The director's composer, his cousin Nathan Johnson, first developed a musical theme for the movie six years ago.

Knives Out Composer Says Rian Johnson Pitched Film 10 Years Ago

Director Rian Johnson has made no secret of his love for Agatha Christie. But he’s been planning his Christie homage, the highly acclaimed “Knives Out,” even before he directed his breakout hit “Looper” in 2012.

At the Below the Line panel at IndieWire’s FYC Awards Brunch at Liaison Hollywood, the director’s cousin and composer, Nathan Johnson, said Rian first presented the idea for “Knives Out” a decade ago. “It was 10 years ago, and Rian pitched the complete first scene of the movie,” Johnson said to moderator and IndieWire Toolkit Editor Chris O’Falt

For his part as composer, Nathan said, “I started work on the first theme for the movie six years ago,” noting that his cousin’s love of classic Hollywood film informed his approach. “We looked at a lot of melodramatic, highly orchestral scores from the ‘50s,” he said.

Johnson used the Hungarian scale and bent notes to give both a sense of uncertainty to Daniel Craig’s detective character, and to embellish the character played by Christopher Plummer, whose death sparks the entire whodunit plot. Plummer has built an elaborate Gothic mansion “which reflects the sense he has of himself” and Johnson tried to find a score to match.

That a highly stylized aesthetic with roots in film history was Johnson’s preferred approach makes sense, given the director’s love of classic Hollywood. He’s waxed rhapsodic about the 1978 version of Christie’s “Death on the Nile” — a movie that easily features the most shocking Angela Lansbury scene ever — and the other Poirot adaptations starring Peter Ustinov.
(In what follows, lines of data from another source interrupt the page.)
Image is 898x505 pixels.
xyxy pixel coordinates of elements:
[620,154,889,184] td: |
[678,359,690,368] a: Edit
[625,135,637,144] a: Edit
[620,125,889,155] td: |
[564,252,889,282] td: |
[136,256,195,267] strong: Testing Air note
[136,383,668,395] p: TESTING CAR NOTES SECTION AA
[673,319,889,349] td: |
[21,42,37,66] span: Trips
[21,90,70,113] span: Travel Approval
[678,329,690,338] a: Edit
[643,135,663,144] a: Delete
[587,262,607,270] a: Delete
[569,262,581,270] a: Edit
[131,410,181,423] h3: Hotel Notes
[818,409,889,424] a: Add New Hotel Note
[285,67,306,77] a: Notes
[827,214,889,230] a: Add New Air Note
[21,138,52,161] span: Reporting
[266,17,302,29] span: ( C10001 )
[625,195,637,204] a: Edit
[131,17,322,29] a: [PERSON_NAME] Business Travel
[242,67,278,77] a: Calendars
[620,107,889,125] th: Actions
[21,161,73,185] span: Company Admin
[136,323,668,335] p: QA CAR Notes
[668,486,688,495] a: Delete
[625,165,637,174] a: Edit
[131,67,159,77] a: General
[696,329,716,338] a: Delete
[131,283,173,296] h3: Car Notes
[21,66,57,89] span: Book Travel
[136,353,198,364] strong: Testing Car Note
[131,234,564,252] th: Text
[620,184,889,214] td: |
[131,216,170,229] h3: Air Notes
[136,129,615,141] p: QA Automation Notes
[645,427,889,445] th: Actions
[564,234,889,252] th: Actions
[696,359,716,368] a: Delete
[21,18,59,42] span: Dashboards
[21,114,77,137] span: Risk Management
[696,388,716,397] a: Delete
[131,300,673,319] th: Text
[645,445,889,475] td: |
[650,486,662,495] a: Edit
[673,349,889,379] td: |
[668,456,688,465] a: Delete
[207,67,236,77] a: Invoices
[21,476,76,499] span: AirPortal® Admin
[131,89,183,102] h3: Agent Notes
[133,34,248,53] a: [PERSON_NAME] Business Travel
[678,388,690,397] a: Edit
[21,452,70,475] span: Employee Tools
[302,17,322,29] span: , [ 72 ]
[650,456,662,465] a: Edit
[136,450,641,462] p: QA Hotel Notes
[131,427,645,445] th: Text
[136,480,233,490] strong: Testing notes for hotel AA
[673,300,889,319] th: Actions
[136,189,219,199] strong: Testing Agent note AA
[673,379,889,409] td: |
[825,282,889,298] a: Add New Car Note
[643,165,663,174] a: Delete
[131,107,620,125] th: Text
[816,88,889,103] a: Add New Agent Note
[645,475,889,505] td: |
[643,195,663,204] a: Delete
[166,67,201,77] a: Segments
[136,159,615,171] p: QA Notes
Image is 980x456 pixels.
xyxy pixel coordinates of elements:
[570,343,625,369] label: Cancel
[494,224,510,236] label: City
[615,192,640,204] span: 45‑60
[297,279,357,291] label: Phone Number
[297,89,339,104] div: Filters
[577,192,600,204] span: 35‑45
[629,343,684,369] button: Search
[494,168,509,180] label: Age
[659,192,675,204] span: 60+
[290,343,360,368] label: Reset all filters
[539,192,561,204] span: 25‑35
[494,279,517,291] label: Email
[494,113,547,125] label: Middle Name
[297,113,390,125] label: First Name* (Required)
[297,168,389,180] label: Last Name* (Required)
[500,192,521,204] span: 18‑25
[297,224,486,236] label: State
Johnson also took inspiration for the font used on the poster for “Knives Out” from the font on the cover of the paperback edition of “Curtain” published in the early 1980s with Albert Finney on the cover. “Creepiest cover of all time,” he tweeted in 2018.
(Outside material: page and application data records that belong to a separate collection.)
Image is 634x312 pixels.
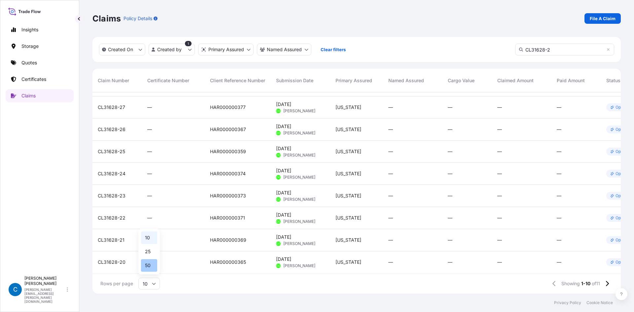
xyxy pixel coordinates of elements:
[497,215,502,221] span: —
[557,193,562,199] span: —
[141,232,157,244] div: 10
[6,73,74,86] a: Certificates
[388,259,393,266] span: —
[147,193,152,199] span: —
[616,127,626,132] p: Open
[276,123,291,130] span: [DATE]
[147,148,152,155] span: —
[336,77,372,84] span: Primary Assured
[497,237,502,243] span: —
[616,260,626,265] p: Open
[276,174,280,181] span: CC
[448,148,453,155] span: —
[276,77,313,84] span: Submission Date
[448,104,453,111] span: —
[98,215,126,221] span: CL31628-22
[98,170,126,177] span: CL31628-24
[276,212,291,218] span: [DATE]
[98,193,126,199] span: CL31628-23
[448,77,475,84] span: Cargo Value
[336,259,361,266] span: [US_STATE]
[616,149,626,154] p: Open
[557,77,585,84] span: Paid Amount
[388,126,393,133] span: —
[616,105,626,110] p: Open
[185,41,192,46] div: 1
[210,170,246,177] span: HAR000000374
[557,148,562,155] span: —
[388,215,393,221] span: —
[616,193,626,199] p: Open
[147,170,152,177] span: —
[149,44,195,55] button: createdBy Filter options
[141,259,157,272] div: 50
[24,288,65,304] p: [PERSON_NAME][EMAIL_ADDRESS][PERSON_NAME][DOMAIN_NAME]
[283,263,315,269] span: [PERSON_NAME]
[388,77,424,84] span: Named Assured
[336,104,361,111] span: [US_STATE]
[276,167,291,174] span: [DATE]
[210,148,246,155] span: HAR000000359
[276,256,291,263] span: [DATE]
[497,259,502,266] span: —
[210,104,246,111] span: HAR000000377
[557,237,562,243] span: —
[147,77,189,84] span: Certificate Number
[581,280,591,287] span: 1-10
[124,15,152,22] p: Policy Details
[336,170,361,177] span: [US_STATE]
[141,245,157,258] div: 25
[557,126,562,133] span: —
[388,148,393,155] span: —
[210,259,246,266] span: HAR000000365
[388,170,393,177] span: —
[6,56,74,69] a: Quotes
[497,104,502,111] span: —
[99,44,145,55] button: createdOn Filter options
[315,44,352,55] button: Clear filters
[554,300,581,306] a: Privacy Policy
[267,46,302,53] p: Named Assured
[336,193,361,199] span: [US_STATE]
[557,215,562,221] span: —
[448,237,453,243] span: —
[321,46,346,53] p: Clear filters
[98,77,129,84] span: Claim Number
[336,148,361,155] span: [US_STATE]
[587,300,613,306] a: Cookie Notice
[585,13,621,24] a: File A Claim
[13,286,18,293] span: C
[98,148,125,155] span: CL31628-25
[98,126,126,133] span: CL31628-26
[21,92,36,99] p: Claims
[388,193,393,199] span: —
[606,77,621,84] span: Status
[448,215,453,221] span: —
[276,240,280,247] span: CC
[147,126,152,133] span: —
[276,145,291,152] span: [DATE]
[283,153,315,158] span: [PERSON_NAME]
[21,76,46,83] p: Certificates
[497,148,502,155] span: —
[157,46,182,53] p: Created by
[276,234,291,240] span: [DATE]
[6,23,74,36] a: Insights
[21,26,38,33] p: Insights
[562,280,580,287] span: Showing
[448,170,453,177] span: —
[557,170,562,177] span: —
[497,170,502,177] span: —
[210,126,246,133] span: HAR000000367
[276,108,280,114] span: CC
[448,193,453,199] span: —
[448,126,453,133] span: —
[21,43,39,50] p: Storage
[208,46,244,53] p: Primary Assured
[276,152,280,159] span: CC
[276,130,280,136] span: CC
[283,219,315,224] span: [PERSON_NAME]
[92,13,121,24] p: Claims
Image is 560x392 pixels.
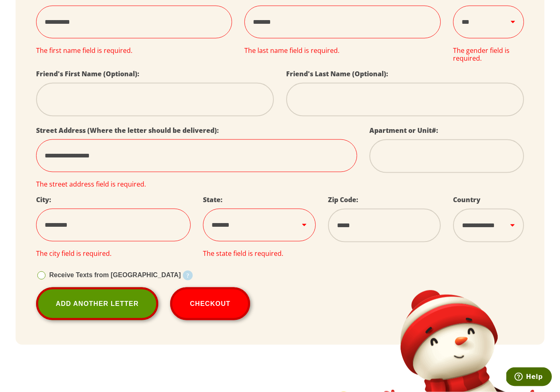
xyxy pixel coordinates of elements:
[170,287,250,320] button: Checkout
[36,195,51,204] label: City:
[36,126,219,135] label: Street Address (Where the letter should be delivered):
[36,287,158,320] a: Add Another Letter
[36,69,139,78] label: Friend's First Name (Optional):
[369,126,438,135] label: Apartment or Unit#:
[203,250,315,257] div: The state field is required.
[453,195,480,204] label: Country
[286,69,388,78] label: Friend's Last Name (Optional):
[49,271,181,278] span: Receive Texts from [GEOGRAPHIC_DATA]
[36,250,191,257] div: The city field is required.
[506,367,552,388] iframe: Opens a widget where you can find more information
[245,47,440,54] div: The last name field is required.
[36,47,232,54] div: The first name field is required.
[453,47,524,62] div: The gender field is required.
[203,195,223,204] label: State:
[36,180,357,188] div: The street address field is required.
[328,195,358,204] label: Zip Code:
Nathan Johnson joined a panel of Below the Line all-stars comprised of “Marriage Story” production designer Jade Healy, “Missing Link” costume designer Deborah Cook, and “The Irishman” costume designers Sandy Powell and Christopher Peterson.

IndieWire’s FYC Brunch took place at Liaison Hollywood on Las Palmas November 5. The event is presented by Amazon Studios, Apple Originals, Netflix, Disney, NatGeo, and United Artists Releasing.